A religious community which has been ministering to the people of Cork for almost 800 years its to close its church in the city centre later this year.
Vicar Provincial of the Augustinians in Ireland, Fr Paddy O’Reilly, told the congregation attending a Vigil Mass at St Augustine’s on Washington Street on Saturday that the order was closing the church in July due to falling vocations.
O’Reilly told Mass-goers that the decision to close St Augustine’s was taken with “great sadness”. He said that since the mid-1970s, the order had experienced “a slow but accelerating decline in vocations”.
According to the Order of St Augustine website, it has 70 priests living in 10 locations in Ireland.
O’Reilly told worshippers that only 10 of these priests are under the age of 70 and more than half its members are over 80.
It is understood that St Augustine’s, which was run with the consent of the Bishop of Cork and Ross, is now home to just three Augustinian priests following the deaths in the last year of three of its community in Cork, including their leader, Fr John Hennebry.
O’Reilly said one of the considerations informing the order in its decision to close the Washington Street church was the knowledge that “Cork city centre is well served by Franciscans, Capuchins, Dominicans, and by an abundance of diocesan churches”.
Among those to celebrate Mass at St Augustine’s over its 84 year history was Pope Leo XIV, who, in 2007 as Fr Robert Prevost, Prior General of the Order of St Augustine, made a presentation to two local women, Peg Bolton and Marie Finn, for 50 years of service singing in the choir.
Although located in the heart of Cork city, St Augustine’s was never a parish church and, as a consequence, did not host baptisms, weddings or funerals, but it was popular with those working and shopping in Cork city wishing to attend Masses or simply pray.
In recent years it had become particularly popular with members of the Polish community in Cork as Masses in Polish were celebrated there. However, many members of the Polish community have recently begun attending Masses at Holy Cross Church in Mahon.
Designed by Cork-born architect Dominic O’Connor, St Augustine’s has two entrances – one on Washington Street and one on Grand Parade – and it first opened its doors in 1942 on the site of a priory established by the Augustinians in 1872 on what was then Great George Street.
The church, reportedly built from limestone salvaged from the Mallow Railway viaduct which was blown up by anti-treaty IRA forces in early August 1922 during the Civil War, was extended in 1972 and the priory was rebuilt in 1982.
According to Augustinian historian Fr Thomas Butler, the Order of St Augustine came to Cork some time between 1270 and 1300. Its first friary, later known as the Red Abbey, in the South Parish being one of 21 friaries established after the order founded its first in Dublin.
St Augustine’s is the second church run by a religious order to close in Cork in recent times, and follows the closure of St Vincent’s Church in Sunday’s Well in 2016 when the Vincentians brought more than 150 years of ministering to the people of Cork to an end.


▶ **TASK STATEMENT**: Nothing but the records, transcribed verbatim and stripped of images, should appear in the answer.

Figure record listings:
= = = =

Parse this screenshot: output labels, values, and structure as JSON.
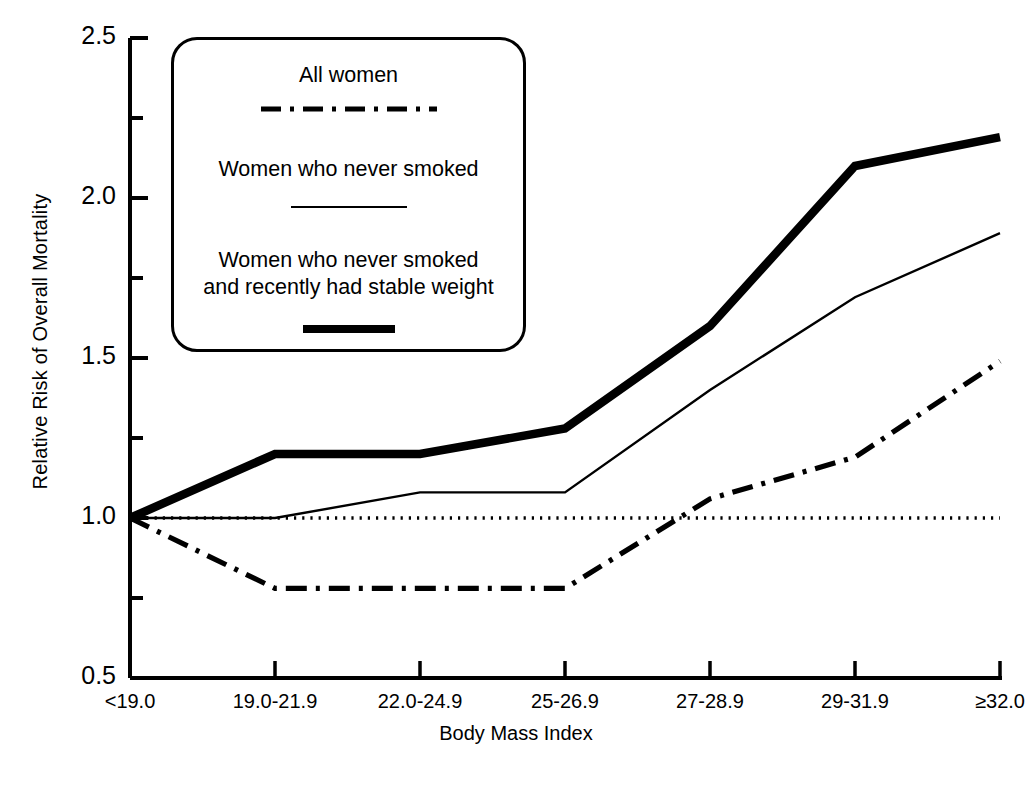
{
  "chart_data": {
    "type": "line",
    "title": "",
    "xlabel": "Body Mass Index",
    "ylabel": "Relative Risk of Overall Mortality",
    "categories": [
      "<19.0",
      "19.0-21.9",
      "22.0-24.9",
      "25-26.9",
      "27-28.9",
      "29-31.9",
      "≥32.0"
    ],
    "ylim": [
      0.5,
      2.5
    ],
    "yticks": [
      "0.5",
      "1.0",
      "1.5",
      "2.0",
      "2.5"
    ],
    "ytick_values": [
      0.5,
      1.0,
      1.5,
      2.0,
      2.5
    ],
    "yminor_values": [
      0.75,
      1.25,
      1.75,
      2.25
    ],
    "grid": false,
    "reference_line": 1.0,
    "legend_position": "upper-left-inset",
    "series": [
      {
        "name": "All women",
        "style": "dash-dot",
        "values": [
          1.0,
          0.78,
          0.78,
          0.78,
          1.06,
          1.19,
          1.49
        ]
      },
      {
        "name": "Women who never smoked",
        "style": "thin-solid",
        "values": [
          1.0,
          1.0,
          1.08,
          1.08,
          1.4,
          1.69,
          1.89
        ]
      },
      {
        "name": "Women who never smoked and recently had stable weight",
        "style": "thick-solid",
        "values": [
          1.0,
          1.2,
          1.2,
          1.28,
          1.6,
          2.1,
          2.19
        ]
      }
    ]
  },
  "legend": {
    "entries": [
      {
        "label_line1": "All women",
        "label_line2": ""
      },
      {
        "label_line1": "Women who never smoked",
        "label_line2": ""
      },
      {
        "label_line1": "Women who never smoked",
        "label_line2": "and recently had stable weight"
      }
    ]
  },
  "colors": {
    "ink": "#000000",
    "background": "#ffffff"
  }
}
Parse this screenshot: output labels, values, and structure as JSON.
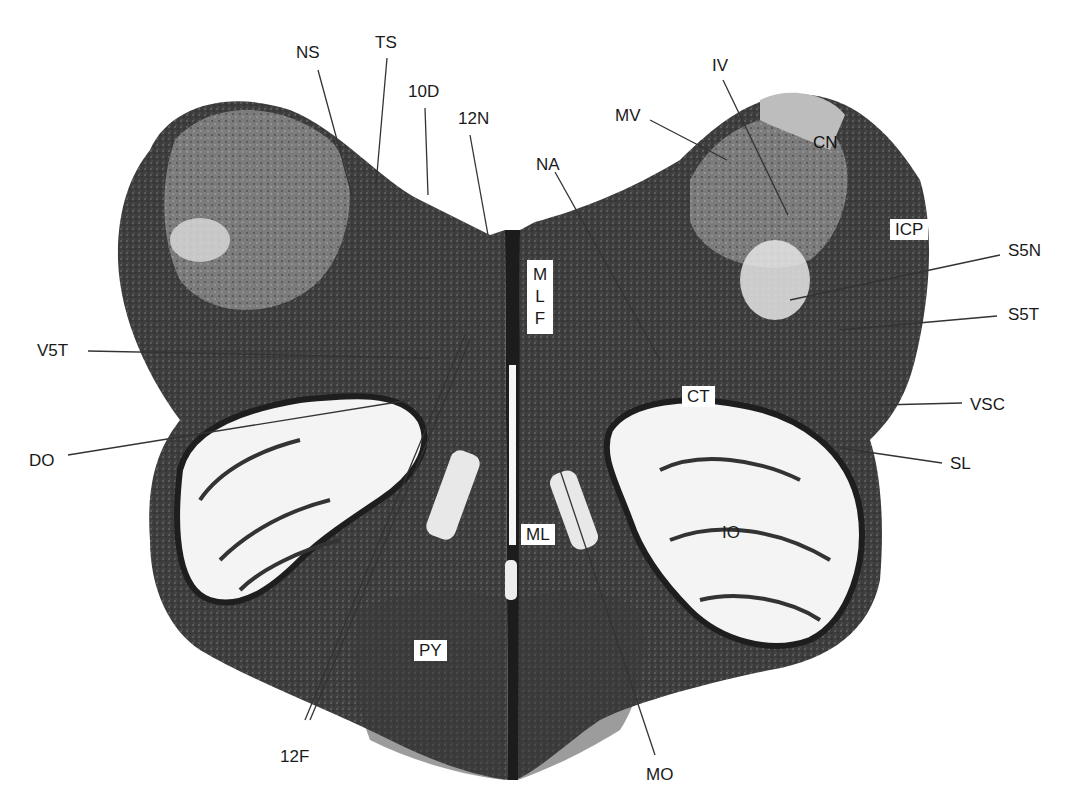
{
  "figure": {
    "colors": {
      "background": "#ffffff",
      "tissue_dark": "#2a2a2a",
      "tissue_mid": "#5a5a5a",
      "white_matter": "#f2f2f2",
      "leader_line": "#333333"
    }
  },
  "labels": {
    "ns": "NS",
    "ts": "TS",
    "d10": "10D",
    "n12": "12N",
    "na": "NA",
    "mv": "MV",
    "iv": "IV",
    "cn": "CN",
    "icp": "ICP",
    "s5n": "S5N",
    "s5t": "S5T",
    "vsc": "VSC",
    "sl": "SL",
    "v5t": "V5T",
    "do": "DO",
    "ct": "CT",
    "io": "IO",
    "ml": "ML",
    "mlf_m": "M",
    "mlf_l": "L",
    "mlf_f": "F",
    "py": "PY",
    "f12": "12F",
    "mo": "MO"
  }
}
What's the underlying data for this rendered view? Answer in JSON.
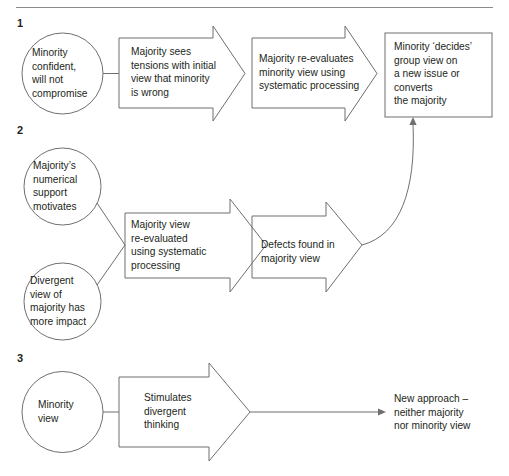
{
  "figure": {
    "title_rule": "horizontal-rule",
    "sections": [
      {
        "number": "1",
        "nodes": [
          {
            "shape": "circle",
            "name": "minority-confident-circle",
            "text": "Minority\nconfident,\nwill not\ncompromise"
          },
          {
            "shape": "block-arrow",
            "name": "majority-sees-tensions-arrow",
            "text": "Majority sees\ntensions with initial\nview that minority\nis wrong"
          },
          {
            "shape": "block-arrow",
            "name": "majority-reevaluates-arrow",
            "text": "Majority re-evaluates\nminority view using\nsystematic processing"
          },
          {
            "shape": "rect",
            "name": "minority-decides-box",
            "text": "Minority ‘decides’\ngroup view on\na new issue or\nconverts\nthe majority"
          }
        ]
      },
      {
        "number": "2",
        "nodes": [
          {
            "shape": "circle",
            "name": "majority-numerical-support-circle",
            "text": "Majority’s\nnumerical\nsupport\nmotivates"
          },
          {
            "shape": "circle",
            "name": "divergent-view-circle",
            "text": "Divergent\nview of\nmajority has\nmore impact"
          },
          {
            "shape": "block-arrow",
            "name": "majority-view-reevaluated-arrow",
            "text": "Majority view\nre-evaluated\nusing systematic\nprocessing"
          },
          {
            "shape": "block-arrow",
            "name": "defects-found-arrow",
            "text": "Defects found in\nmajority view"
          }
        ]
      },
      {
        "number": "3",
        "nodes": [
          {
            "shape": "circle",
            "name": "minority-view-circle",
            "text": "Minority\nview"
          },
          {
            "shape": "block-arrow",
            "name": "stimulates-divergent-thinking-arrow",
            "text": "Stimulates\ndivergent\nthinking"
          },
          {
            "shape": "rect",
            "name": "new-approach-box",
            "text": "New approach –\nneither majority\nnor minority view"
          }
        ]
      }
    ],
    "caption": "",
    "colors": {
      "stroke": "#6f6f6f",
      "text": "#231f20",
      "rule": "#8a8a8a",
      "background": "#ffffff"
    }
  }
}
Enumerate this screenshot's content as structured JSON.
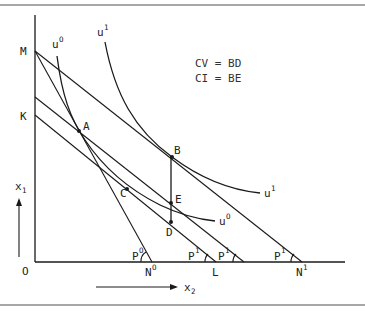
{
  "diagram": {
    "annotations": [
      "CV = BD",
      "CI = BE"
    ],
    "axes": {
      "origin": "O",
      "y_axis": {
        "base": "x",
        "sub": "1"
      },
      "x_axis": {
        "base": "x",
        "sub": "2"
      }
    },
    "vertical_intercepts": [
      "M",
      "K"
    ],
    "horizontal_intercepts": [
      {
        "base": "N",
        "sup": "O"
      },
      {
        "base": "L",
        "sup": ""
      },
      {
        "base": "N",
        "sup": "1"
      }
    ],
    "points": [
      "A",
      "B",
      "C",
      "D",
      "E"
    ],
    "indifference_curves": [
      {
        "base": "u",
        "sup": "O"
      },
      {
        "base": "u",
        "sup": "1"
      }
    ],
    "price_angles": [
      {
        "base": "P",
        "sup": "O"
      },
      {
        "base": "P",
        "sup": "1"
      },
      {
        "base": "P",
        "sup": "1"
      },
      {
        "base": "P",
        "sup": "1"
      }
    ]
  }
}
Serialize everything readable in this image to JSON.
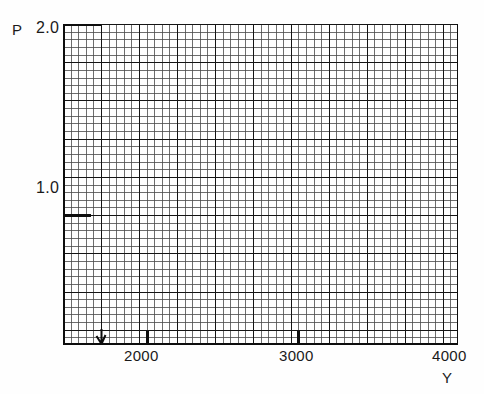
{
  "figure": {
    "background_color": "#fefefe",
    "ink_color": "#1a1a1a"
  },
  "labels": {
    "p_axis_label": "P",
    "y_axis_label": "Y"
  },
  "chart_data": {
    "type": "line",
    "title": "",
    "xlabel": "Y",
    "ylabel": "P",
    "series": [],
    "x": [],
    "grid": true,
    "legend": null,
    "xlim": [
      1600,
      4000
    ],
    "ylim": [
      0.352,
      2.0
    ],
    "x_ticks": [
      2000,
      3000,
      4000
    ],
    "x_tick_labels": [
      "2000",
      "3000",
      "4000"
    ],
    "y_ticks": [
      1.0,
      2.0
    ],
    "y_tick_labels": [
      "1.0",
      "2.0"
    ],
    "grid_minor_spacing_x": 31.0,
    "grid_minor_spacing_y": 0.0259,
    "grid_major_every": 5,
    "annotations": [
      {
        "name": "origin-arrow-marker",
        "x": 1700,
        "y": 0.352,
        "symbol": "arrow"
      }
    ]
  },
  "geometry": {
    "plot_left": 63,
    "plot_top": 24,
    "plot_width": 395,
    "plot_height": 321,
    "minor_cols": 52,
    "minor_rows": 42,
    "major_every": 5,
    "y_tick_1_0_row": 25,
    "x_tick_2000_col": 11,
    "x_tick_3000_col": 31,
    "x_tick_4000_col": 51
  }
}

= = = =

▶ **TASK SOLUTION**:
Parse this screenshot: output labels, values, and structure as JSON.
{
  "chart_data": {
    "type": "line",
    "title": "",
    "xlabel": "Body Mass Index",
    "ylabel": "Relative Risk of Overall Mortality",
    "categories": [
      "<19.0",
      "19.0-21.9",
      "22.0-24.9",
      "25-26.9",
      "27-28.9",
      "29-31.9",
      "≥32.0"
    ],
    "ylim": [
      0.5,
      2.5
    ],
    "yticks": [
      "0.5",
      "1.0",
      "1.5",
      "2.0",
      "2.5"
    ],
    "ytick_values": [
      0.5,
      1.0,
      1.5,
      2.0,
      2.5
    ],
    "yminor_values": [
      0.75,
      1.25,
      1.75,
      2.25
    ],
    "grid": false,
    "reference_line": 1.0,
    "legend_position": "upper-left-inset",
    "series": [
      {
        "name": "All women",
        "style": "dash-dot",
        "values": [
          1.0,
          0.78,
          0.78,
          0.78,
          1.06,
          1.19,
          1.49
        ]
      },
      {
        "name": "Women who never smoked",
        "style": "thin-solid",
        "values": [
          1.0,
          1.0,
          1.08,
          1.08,
          1.4,
          1.69,
          1.89
        ]
      },
      {
        "name": "Women who never smoked and recently had stable weight",
        "style": "thick-solid",
        "values": [
          1.0,
          1.2,
          1.2,
          1.28,
          1.6,
          2.1,
          2.19
        ]
      }
    ]
  },
  "legend": {
    "entries": [
      {
        "label_line1": "All women",
        "label_line2": ""
      },
      {
        "label_line1": "Women who never smoked",
        "label_line2": ""
      },
      {
        "label_line1": "Women who never smoked",
        "label_line2": "and recently had stable weight"
      }
    ]
  },
  "colors": {
    "ink": "#000000",
    "background": "#ffffff"
  }
}
Parse this screenshot: output labels, values, and structure as JSON.
{
  "figure": {
    "colors": {
      "background": "#ffffff",
      "tissue_dark": "#2a2a2a",
      "tissue_mid": "#5a5a5a",
      "white_matter": "#f2f2f2",
      "leader_line": "#333333"
    }
  },
  "labels": {
    "ns": "NS",
    "ts": "TS",
    "d10": "10D",
    "n12": "12N",
    "na": "NA",
    "mv": "MV",
    "iv": "IV",
    "cn": "CN",
    "icp": "ICP",
    "s5n": "S5N",
    "s5t": "S5T",
    "vsc": "VSC",
    "sl": "SL",
    "v5t": "V5T",
    "do": "DO",
    "ct": "CT",
    "io": "IO",
    "ml": "ML",
    "mlf_m": "M",
    "mlf_l": "L",
    "mlf_f": "F",
    "py": "PY",
    "f12": "12F",
    "mo": "MO"
  }
}
What's the underlying data for this rendered view? Answer in JSON.
{
  "figure": {
    "title_rule": "horizontal-rule",
    "sections": [
      {
        "number": "1",
        "nodes": [
          {
            "shape": "circle",
            "name": "minority-confident-circle",
            "text": "Minority\nconfident,\nwill not\ncompromise"
          },
          {
            "shape": "block-arrow",
            "name": "majority-sees-tensions-arrow",
            "text": "Majority sees\ntensions with initial\nview that minority\nis wrong"
          },
          {
            "shape": "block-arrow",
            "name": "majority-reevaluates-arrow",
            "text": "Majority re-evaluates\nminority view using\nsystematic processing"
          },
          {
            "shape": "rect",
            "name": "minority-decides-box",
            "text": "Minority ‘decides’\ngroup view on\na new issue or\nconverts\nthe majority"
          }
        ]
      },
      {
        "number": "2",
        "nodes": [
          {
            "shape": "circle",
            "name": "majority-numerical-support-circle",
            "text": "Majority’s\nnumerical\nsupport\nmotivates"
          },
          {
            "shape": "circle",
            "name": "divergent-view-circle",
            "text": "Divergent\nview of\nmajority has\nmore impact"
          },
          {
            "shape": "block-arrow",
            "name": "majority-view-reevaluated-arrow",
            "text": "Majority view\nre-evaluated\nusing systematic\nprocessing"
          },
          {
            "shape": "block-arrow",
            "name": "defects-found-arrow",
            "text": "Defects found in\nmajority view"
          }
        ]
      },
      {
        "number": "3",
        "nodes": [
          {
            "shape": "circle",
            "name": "minority-view-circle",
            "text": "Minority\nview"
          },
          {
            "shape": "block-arrow",
            "name": "stimulates-divergent-thinking-arrow",
            "text": "Stimulates\ndivergent\nthinking"
          },
          {
            "shape": "rect",
            "name": "new-approach-box",
            "text": "New approach –\nneither majority\nnor minority view"
          }
        ]
      }
    ],
    "caption": "",
    "colors": {
      "stroke": "#6f6f6f",
      "text": "#231f20",
      "rule": "#8a8a8a",
      "background": "#ffffff"
    }
  }
}
Enumerate this screenshot's content as structured JSON.
{
  "diagram": {
    "annotations": [
      "CV = BD",
      "CI = BE"
    ],
    "axes": {
      "origin": "O",
      "y_axis": {
        "base": "x",
        "sub": "1"
      },
      "x_axis": {
        "base": "x",
        "sub": "2"
      }
    },
    "vertical_intercepts": [
      "M",
      "K"
    ],
    "horizontal_intercepts": [
      {
        "base": "N",
        "sup": "O"
      },
      {
        "base": "L",
        "sup": ""
      },
      {
        "base": "N",
        "sup": "1"
      }
    ],
    "points": [
      "A",
      "B",
      "C",
      "D",
      "E"
    ],
    "indifference_curves": [
      {
        "base": "u",
        "sup": "O"
      },
      {
        "base": "u",
        "sup": "1"
      }
    ],
    "price_angles": [
      {
        "base": "P",
        "sup": "O"
      },
      {
        "base": "P",
        "sup": "1"
      },
      {
        "base": "P",
        "sup": "1"
      },
      {
        "base": "P",
        "sup": "1"
      }
    ]
  }
}
Serialize everything readable in this image to JSON.
{
  "figure": {
    "background_color": "#fefefe",
    "ink_color": "#1a1a1a"
  },
  "labels": {
    "p_axis_label": "P",
    "y_axis_label": "Y"
  },
  "chart_data": {
    "type": "line",
    "title": "",
    "xlabel": "Y",
    "ylabel": "P",
    "series": [],
    "x": [],
    "grid": true,
    "legend": null,
    "xlim": [
      1600,
      4000
    ],
    "ylim": [
      0.352,
      2.0
    ],
    "x_ticks": [
      2000,
      3000,
      4000
    ],
    "x_tick_labels": [
      "2000",
      "3000",
      "4000"
    ],
    "y_ticks": [
      1.0,
      2.0
    ],
    "y_tick_labels": [
      "1.0",
      "2.0"
    ],
    "grid_minor_spacing_x": 31.0,
    "grid_minor_spacing_y": 0.0259,
    "grid_major_every": 5,
    "annotations": [
      {
        "name": "origin-arrow-marker",
        "x": 1700,
        "y": 0.352,
        "symbol": "arrow"
      }
    ]
  },
  "geometry": {
    "plot_left": 63,
    "plot_top": 24,
    "plot_width": 395,
    "plot_height": 321,
    "minor_cols": 52,
    "minor_rows": 42,
    "major_every": 5,
    "y_tick_1_0_row": 25,
    "x_tick_2000_col": 11,
    "x_tick_3000_col": 31,
    "x_tick_4000_col": 51
  }
}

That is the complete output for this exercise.